It's not that I can't get a god damned job to save my life. I'm bitter but I'm not overly upset.
It's not that I don't own a car. That's gonna happen, one day.
It's that I'm at home.
Home is being remodeled, completely DIY, off-the-cuff construction. And now that I'm home, I can help! Yay!
I don't mind labor. It's something to do. It's just how it's done here.
My mother is very much one to march to the beat of her own drummer. She does things her way, on her own internal timetable that seems to defy everything man knows about its fellow man through centuries of observation. Which is awesome. I want to be my mother when I grow up.
But there is a problem. There is no set schedule to what she does. She'll be cutting drywall one day, and then will ignore the job for the next week, almost as if she forgot about it. But she never forgets. No, she'd bidding her time. For what, the world may never know. But as a result, she works in spurts and sputters, confounding us all.
How this relates to me is thus: I help out when it's clear that there's work to be done. She stops, I stop, having no idea what her next step or plan of attack is. I wait. I sit around the house, kick my heels, and wait some more. I finally get bored and make plans. Then, boom, she's back at it and I'm stuck looking like a leech, living under her roof, eating her food, not lifting a finger to help rebuild the bathroom/re-enforce the gutters/pry up kitchen counters because I'm too busy going out with my friends.
And there's nothing I can do for it, because my mother does not plan and therefore cannot tell me ahead of time when to not be busy. It's like ships in the night.
This is, of course, overlooking the typical arguments over sleeping in (an outrage that I just do not understand in the slightest), gas, who has the car which night, who's going to drop everything to take my sister to her fifth softball tournament in as many days, and, of course, who's turn it is to take out the trash.
And I really do not want to get into the peripheral drama of friends and their relationships/breakups/emergencies/frustrations/issues, either.
It feels selfish, because it is, but I do not want to be here, and I have not enjoyed my stay. Barring some freak incident or absolute necessity of my being here, I do not foresee myself returning home for another summer. I am too used to doing my own thing, and it feels as if I'm the one doing all the bending.
It's not that I don't own a car. That's gonna happen, one day.
It's that I'm at home.
Home is being remodeled, completely DIY, off-the-cuff construction. And now that I'm home, I can help! Yay!
I don't mind labor. It's something to do. It's just how it's done here.
My mother is very much one to march to the beat of her own drummer. She does things her way, on her own internal timetable that seems to defy everything man knows about its fellow man through centuries of observation. Which is awesome. I want to be my mother when I grow up.
But there is a problem. There is no set schedule to what she does. She'll be cutting drywall one day, and then will ignore the job for the next week, almost as if she forgot about it. But she never forgets. No, she'd bidding her time. For what, the world may never know. But as a result, she works in spurts and sputters, confounding us all.
How this relates to me is thus: I help out when it's clear that there's work to be done. She stops, I stop, having no idea what her next step or plan of attack is. I wait. I sit around the house, kick my heels, and wait some more. I finally get bored and make plans. Then, boom, she's back at it and I'm stuck looking like a leech, living under her roof, eating her food, not lifting a finger to help rebuild the bathroom/re-enforce the gutters/pry up kitchen counters because I'm too busy going out with my friends.
And there's nothing I can do for it, because my mother does not plan and therefore cannot tell me ahead of time when to not be busy. It's like ships in the night.
This is, of course, overlooking the typical arguments over sleeping in (an outrage that I just do not understand in the slightest), gas, who has the car which night, who's going to drop everything to take my sister to her fifth softball tournament in as many days, and, of course, who's turn it is to take out the trash.
And I really do not want to get into the peripheral drama of friends and their relationships/breakups/emergencies/frustrations/issues, either.
It feels selfish, because it is, but I do not want to be here, and I have not enjoyed my stay. Barring some freak incident or absolute necessity of my being here, I do not foresee myself returning home for another summer. I am too used to doing my own thing, and it feels as if I'm the one doing all the bending.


#### [WORK ORDER]
Please set down only the lines from the one containing "Identify the location of td: 9." through the end of the entries below, exactly, minus any pictures.

(Collected data entries)
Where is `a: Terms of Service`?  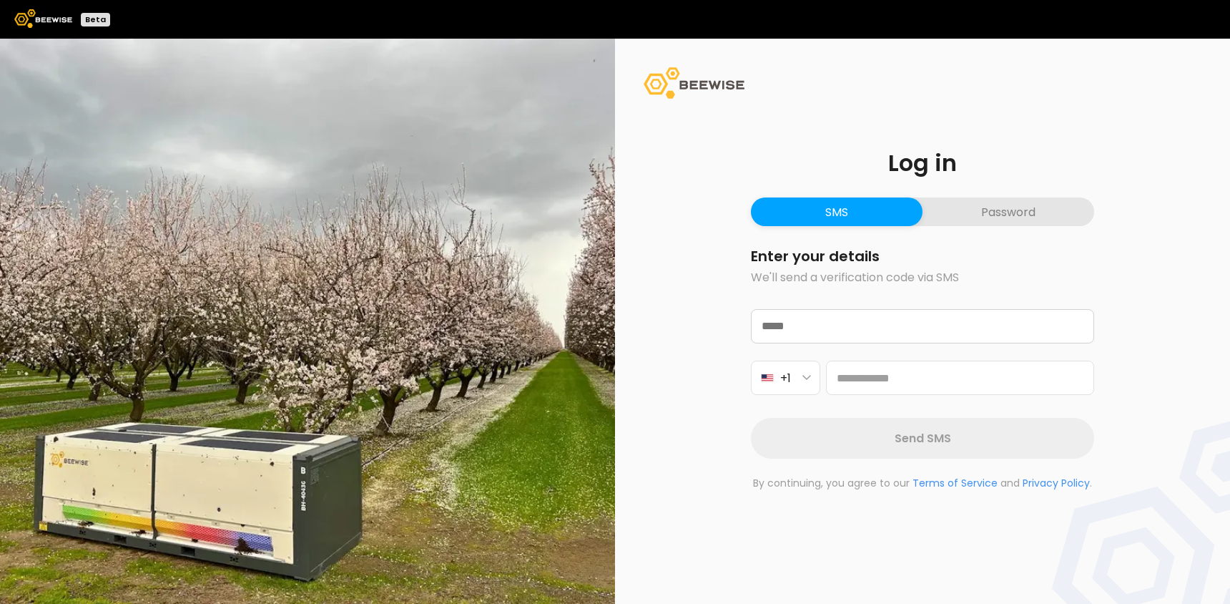 a: Terms of Service is located at coordinates (955, 483).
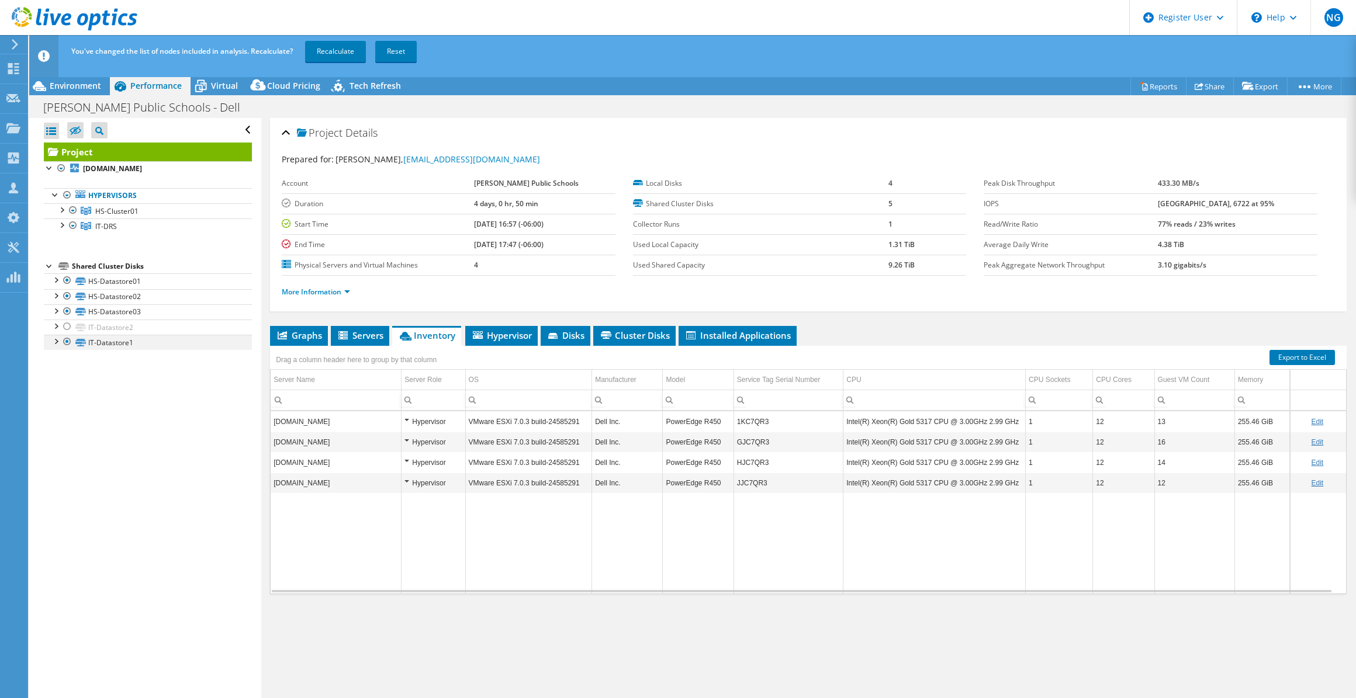  What do you see at coordinates (473, 380) in the screenshot?
I see `div: OS` at bounding box center [473, 380].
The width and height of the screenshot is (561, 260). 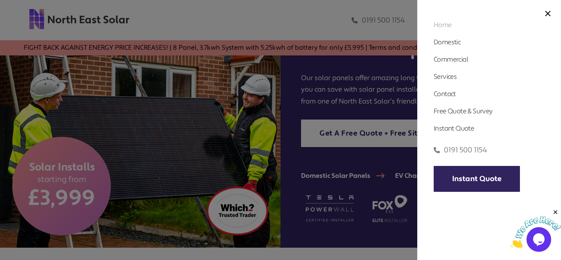 What do you see at coordinates (437, 150) in the screenshot?
I see `img: phone icon` at bounding box center [437, 150].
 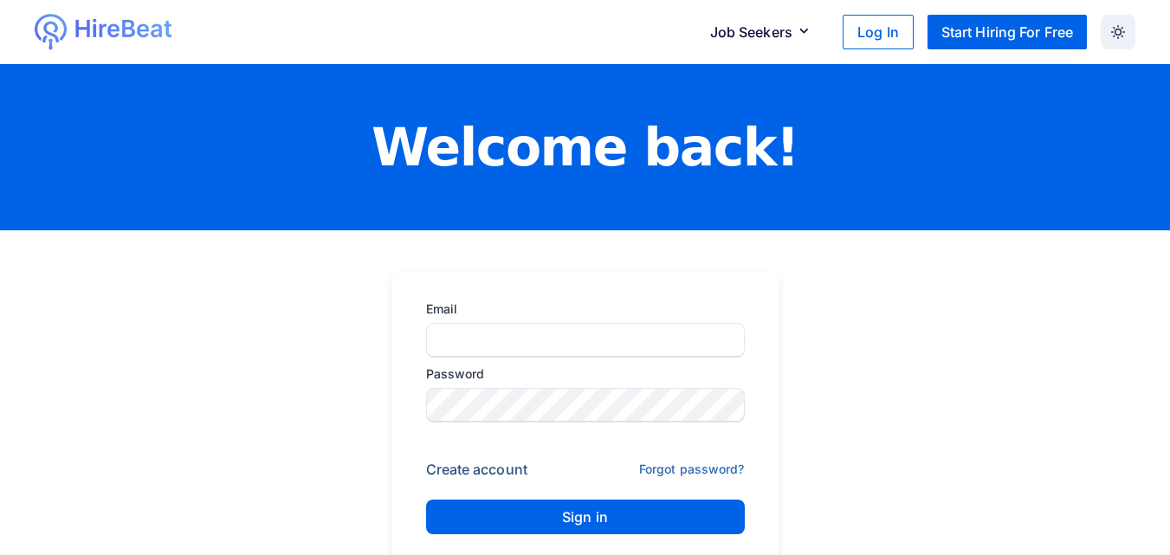 I want to click on button: Start Hiring For Free, so click(x=1007, y=32).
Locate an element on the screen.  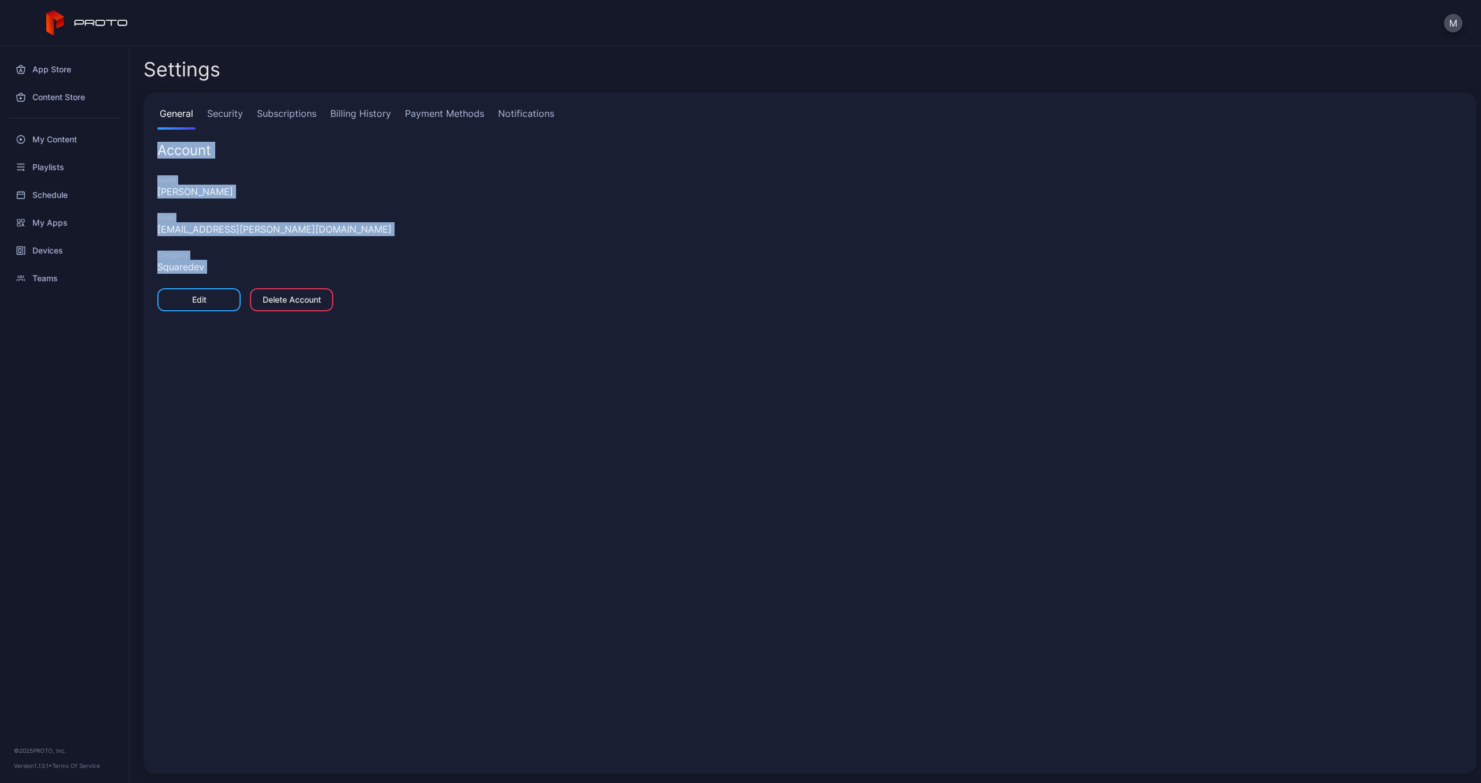
a: My Content is located at coordinates (64, 139).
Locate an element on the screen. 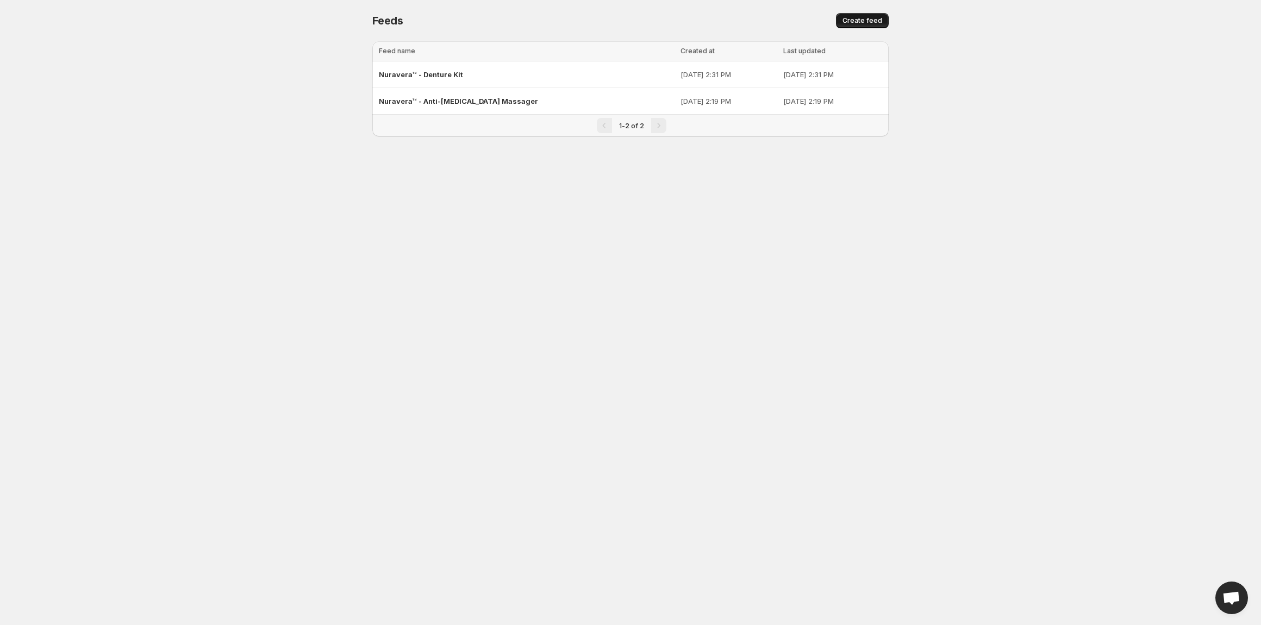 The height and width of the screenshot is (625, 1261). span: 1-2 of 2 is located at coordinates (631, 126).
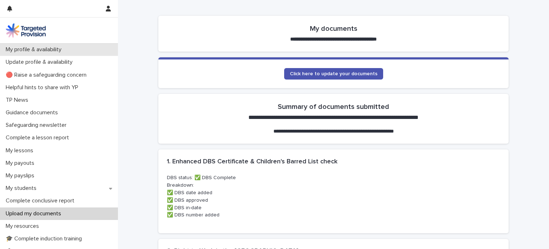 The width and height of the screenshot is (549, 249). I want to click on h2: Summary of documents submitted, so click(334, 107).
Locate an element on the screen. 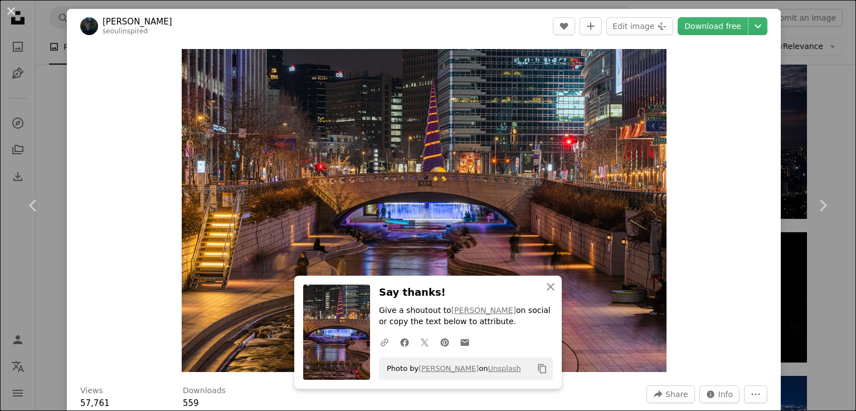  a: Download free is located at coordinates (713, 26).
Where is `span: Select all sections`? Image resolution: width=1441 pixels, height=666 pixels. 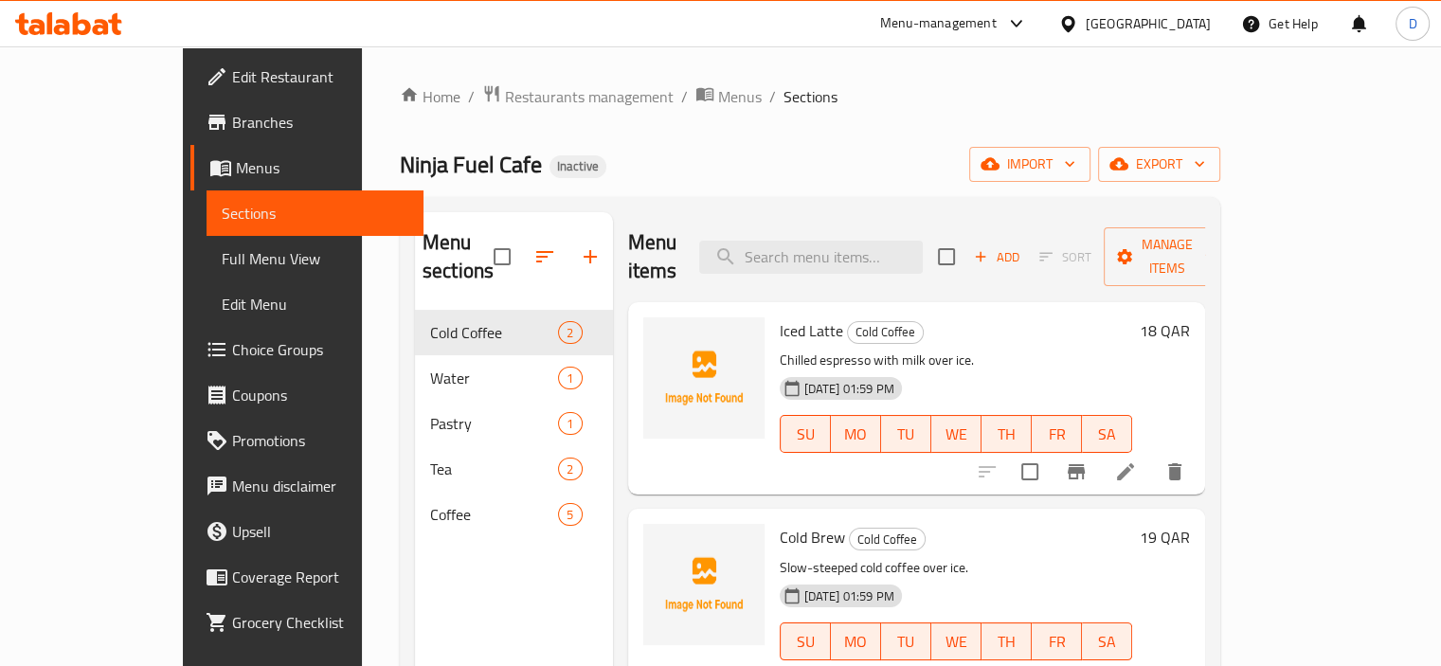
span: Select all sections is located at coordinates (502, 257).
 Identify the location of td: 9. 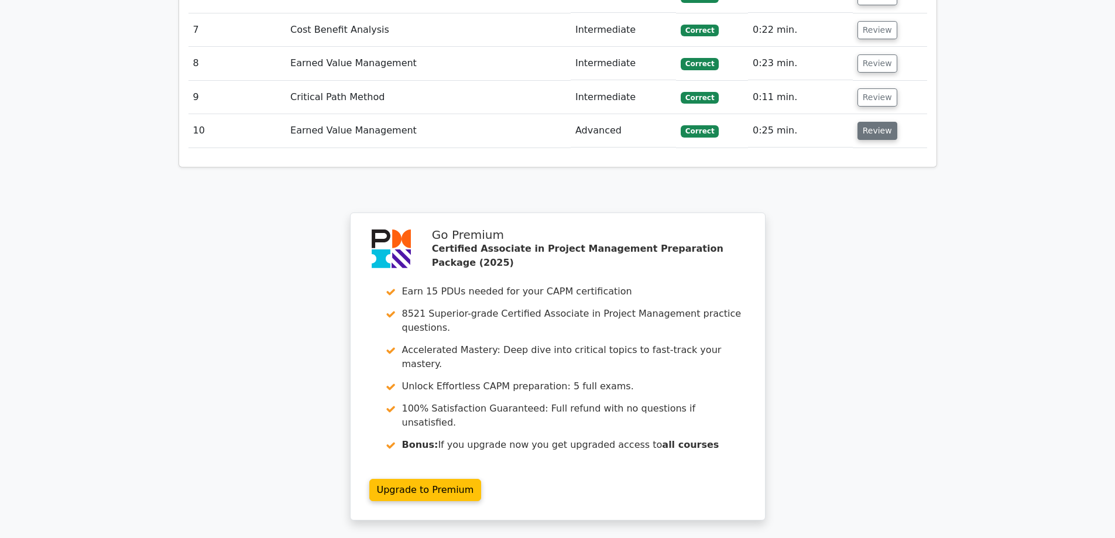
(237, 97).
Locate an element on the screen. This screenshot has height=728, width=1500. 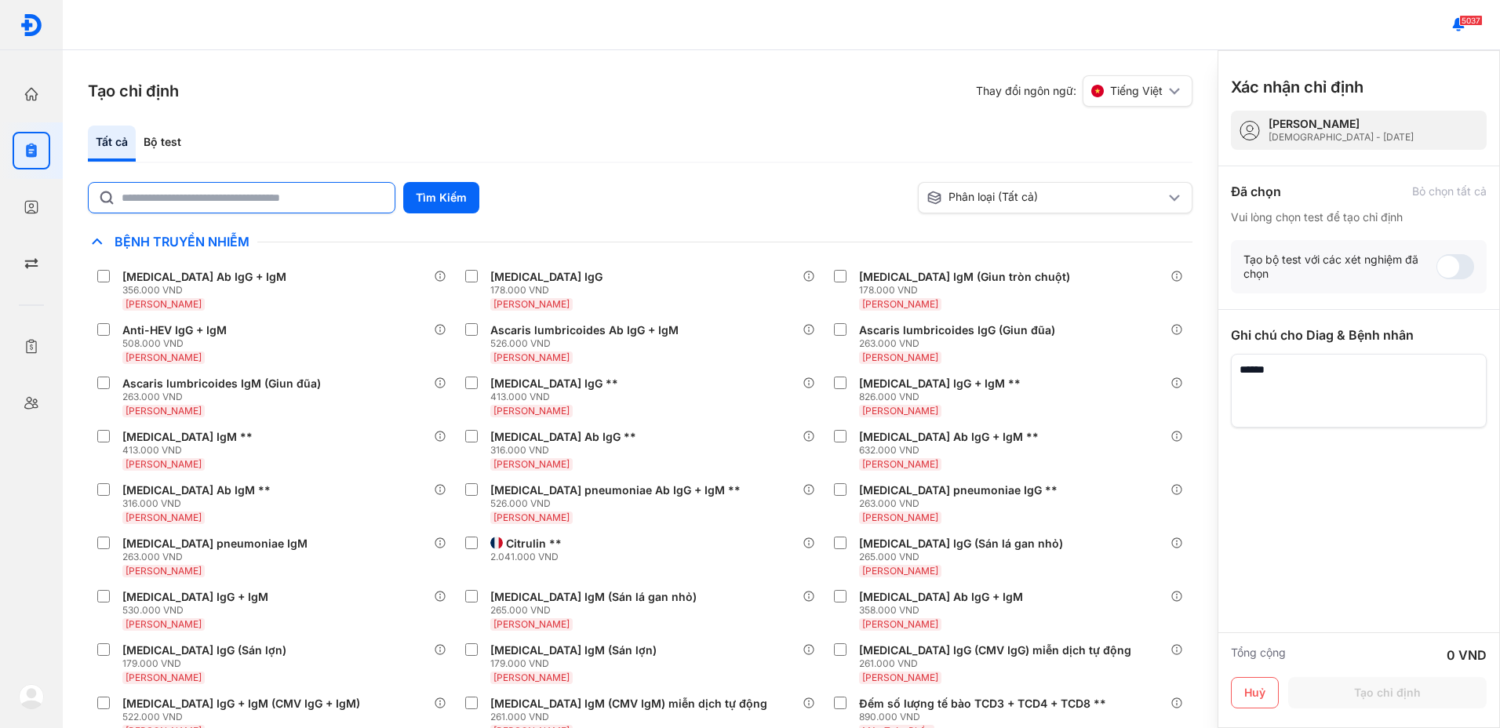
div: 0 VND is located at coordinates (1466, 655).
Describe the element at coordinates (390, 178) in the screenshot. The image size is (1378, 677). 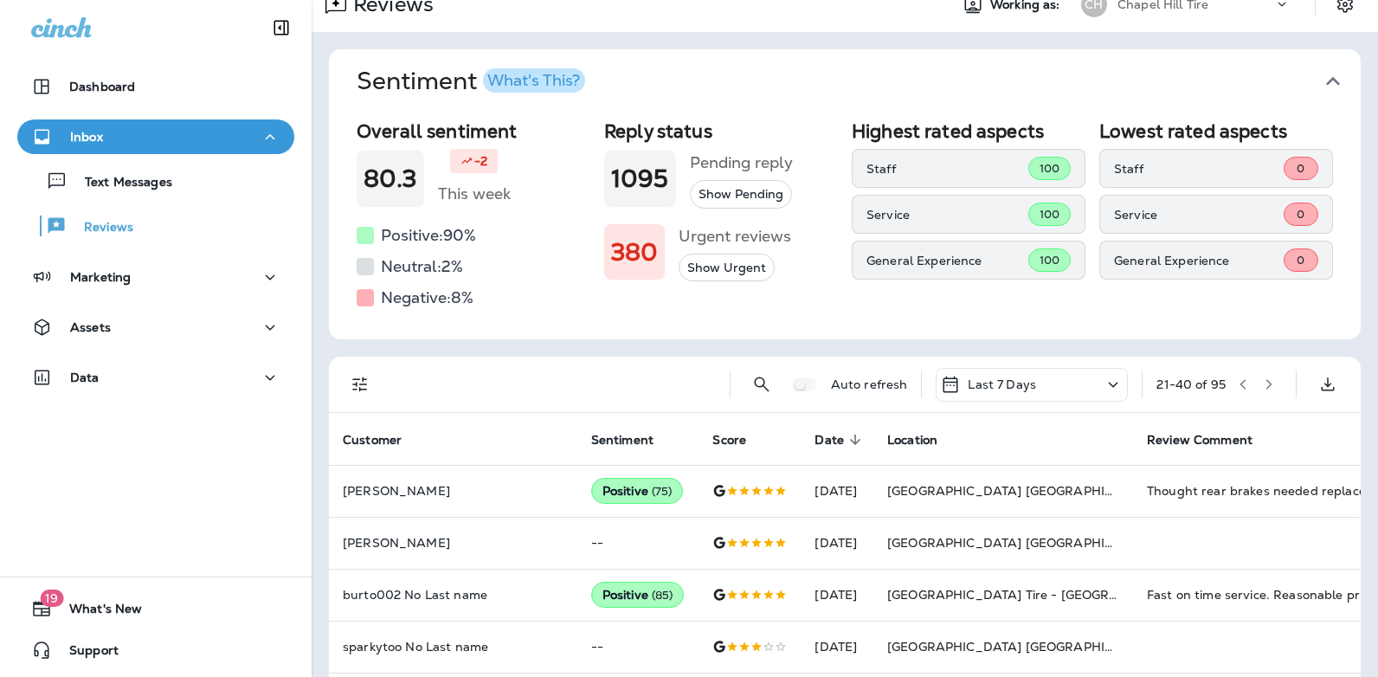
I see `h1: 80.3` at that location.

#### [ANSWER BOX]
 Identify the location of td: 9. 
(237, 97).
Locate an element on the screen. This screenshot has height=728, width=1500. 
div: 0 VND is located at coordinates (1466, 655).
Describe the element at coordinates (390, 178) in the screenshot. The image size is (1378, 677). 
I see `h1: 80.3` at that location.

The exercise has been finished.